What changed in 2021 and why it affects your cafe
The 2021 amendments to the FSANZ Food Standards Code introduced three changes with direct implications for Sydney cafes and restaurants:
- Sesame elevated to mandatory major allergen status — from February 2024, sesame must be declared on all packaged food labels and, for food service, must be included in allergen information provided to customers on request
- Strengthened advisory statement requirements — "may contain" statements must now reflect a genuine assessed cross-contact risk, not be used as blanket legal protection
- Lupin confirmed as a mandatory major allergen — affecting cafes using gluten-free flour blends and protein products
For a typical Sydney cafe — sourdough bread with sesame seeds, tahini in dressings and hummus, dukkah on dishes, sesame oil in Asian-influenced items — sesame cross-contact is now a systematic food safety issue requiring documented assessment and control.
Gluten (bread, pasta, sauces) · Dairy (throughout) · Eggs (hollandaise, aioli, baked goods) · Sesame (bread, tahini, dukkah, sesame oil) · Tree nuts (granola, cakes, pestos) · Peanuts (satay, some desserts) · Soy (milk alternatives, sauces)
Building allergen management into your HACCP plan
Allergen management is a chemical hazard under the HACCP framework and must be systematically addressed in your Food Safety Program. Most pre-2022 cafe FSPs treat allergens as a labelling and customer communication issue — not as a food safety hazard requiring systematic control.
AMES Food Advisory builds allergen management into every Food Safety Program as a structured section covering: allergen inventory for every ingredient, allergen matrix for every menu item, cross-contact risk assessment at each preparation step, control measures for allergen-free requests, and staff training requirements.
What a compliant allergen management program looks like
Book a free scoping call to discuss your cafe's allergen management requirements, or view our fixed-price packages.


* **WHAT YOU NEED TO DO**
Lines from the one holding "Reveal 'human face' bounding box." through the end of the entries, inclusive, form the whole output; reproduce them exactly and omit pictures.

PROVIDED DATA section start

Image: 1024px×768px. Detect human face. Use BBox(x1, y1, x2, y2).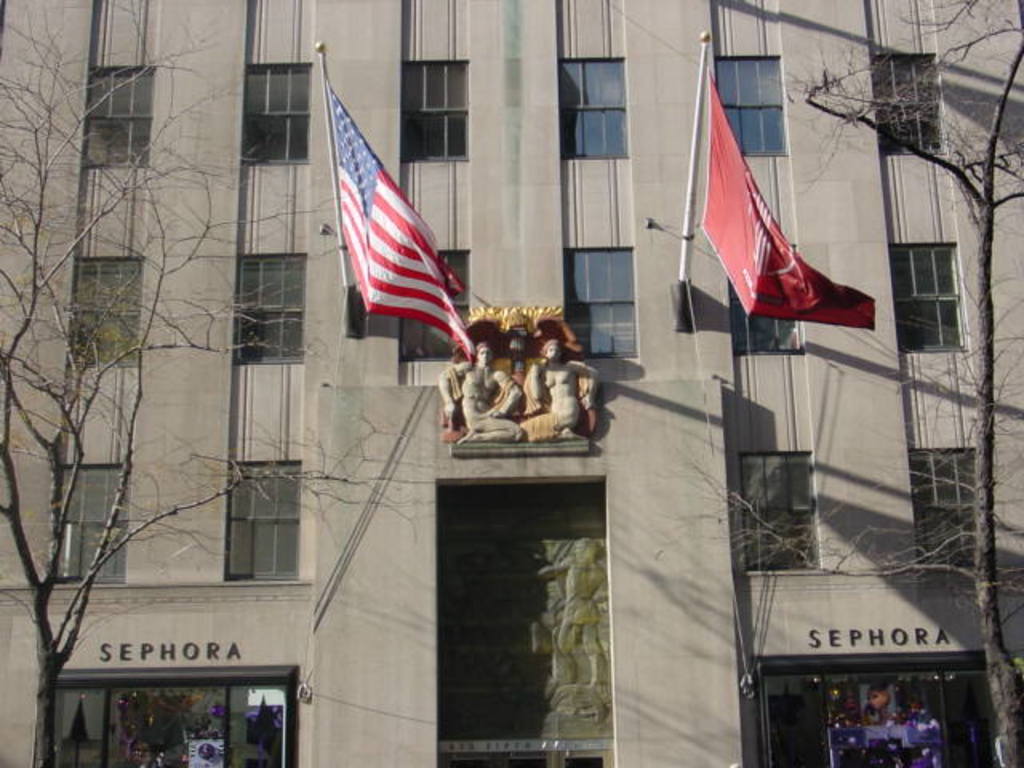
BBox(869, 691, 885, 702).
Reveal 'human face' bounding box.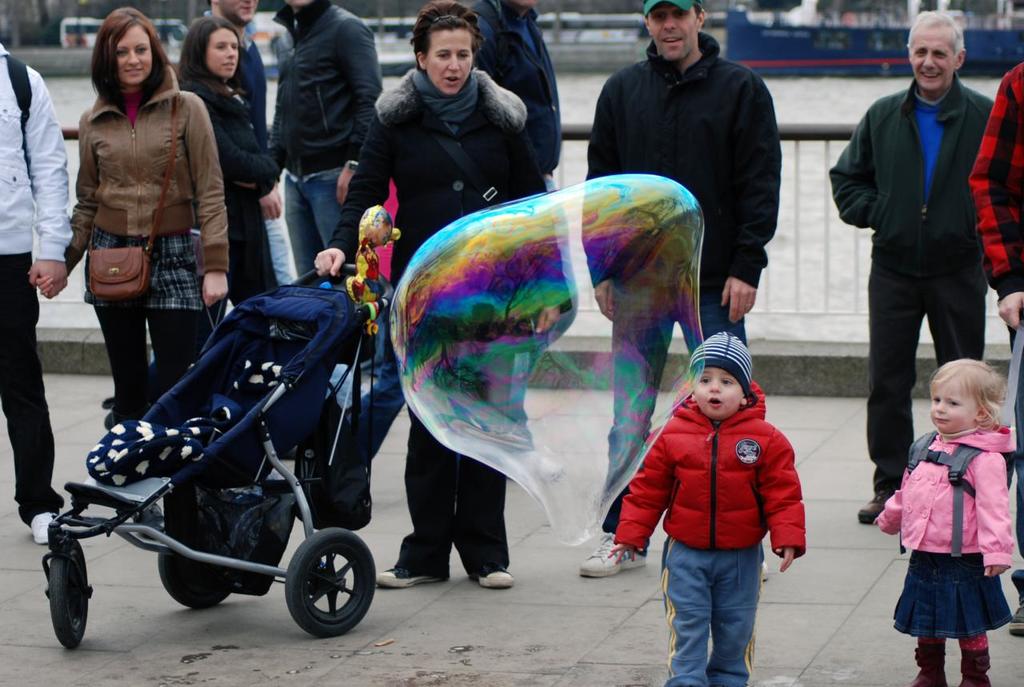
Revealed: box(113, 22, 152, 80).
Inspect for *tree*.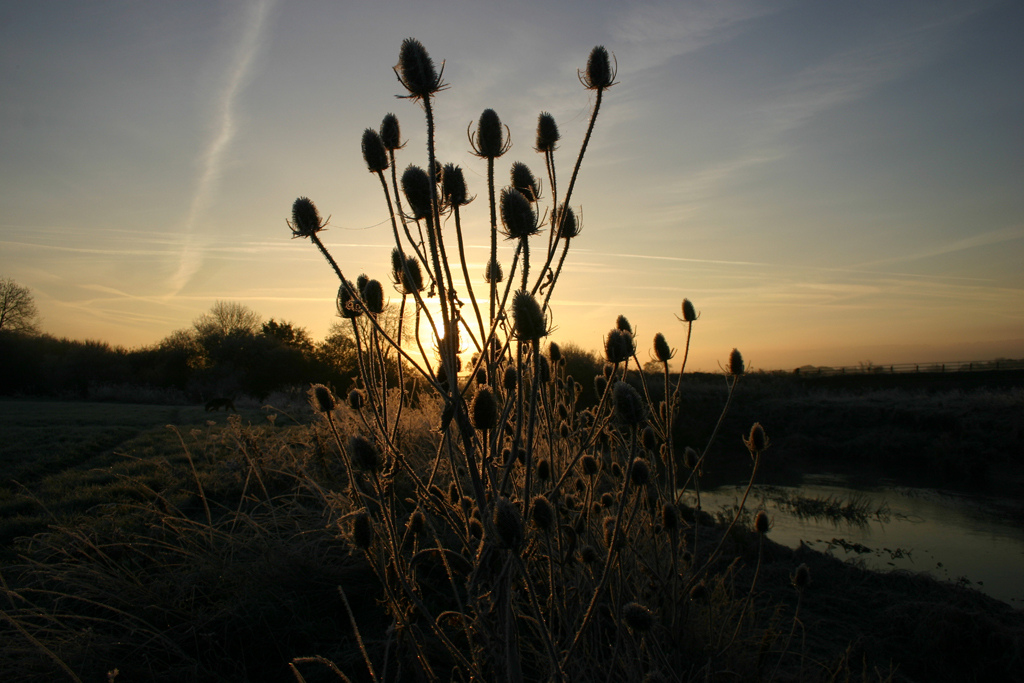
Inspection: (0, 276, 43, 349).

PROVIDED DATA section end

* **ANSWER SPACE**
Reveal 'human face' bounding box.
Revealed: box(113, 22, 152, 80).
Inspect for *tree*.
Inspection: (0, 276, 43, 349).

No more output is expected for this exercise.